Windows 10 Installation - A media driver your computer needs is missing

Finally I solved the problem.

The cause of the error "A media driver your computer needs is missing" may be that the ISO image is corrupt. I did not expect that because I downloaded the entire 4 GB image directly from Microsoft without any error from https://www.microsoft.com/en-us/software-download/windows10ISO

As Microsoft does not provide a hash you cannot verify the downloaded file.

After downloading the image from another place: https://www.microsoft.com/en-us/software-download/techbench it worked.

ADDITION: Now I use a newer version of Firefox (43) which always shows an error if the download (first link above) was not successful. The Microsoft link for ISO download is garbage. I tried several times to download the ISO file (4 GB) and Firefox told me once that 13 MB were missing and the next time that 430 MB were missing. The Microsoft Server aborts the transmission shortly before you have downloaded the ISO file completely. So you MUST use the Media creation tool to download Windows 10! This tool requires at least Windows 7. Forget it to download Windows 10 with any other operating system than Windows 7 or 8. It is really a SHAME that Microsoft is not able to provide a download of an ISO file!


Another solution may be to copy the Windows ISO to an USB stick when you get this error message. You can use Rufus for that. It may solve this error in the case that the cause is a problem with your DVD/Blueray drive. Not all drives support UEFI.

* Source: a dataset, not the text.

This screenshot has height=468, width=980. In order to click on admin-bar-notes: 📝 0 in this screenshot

In my case, the A media driver your computer needs is missing error was caused by incorrectly flashed .iso image on the USB flash drive.

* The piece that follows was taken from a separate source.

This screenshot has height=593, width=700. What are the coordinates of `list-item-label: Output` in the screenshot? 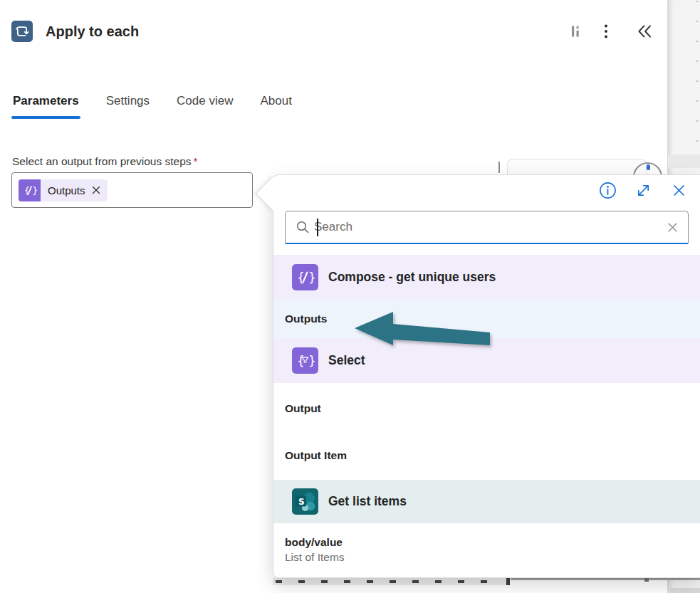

The incorrectly flashed image, which booted just fine but later gave the error showed up as a single line in the boot menu, looking like this:

enter image description here

While the correctly flashed image showed up as two separate partitions, looking like this:

enter image description here

The image was incorrectly flashed using Linux Mint 19, with both the default USB Image Writer and WoeUSB, both with default settings.

It was correctly flashed with Rufus on Windows 10, also using the default settings.

With the correctly flashed image, I booted from the first of the two partitions, and the install completed without any issues. This was on an AMD Ryzen 1700 370X-PRO board running in UEFI mode with disabled Compatibility Support Module (CSM).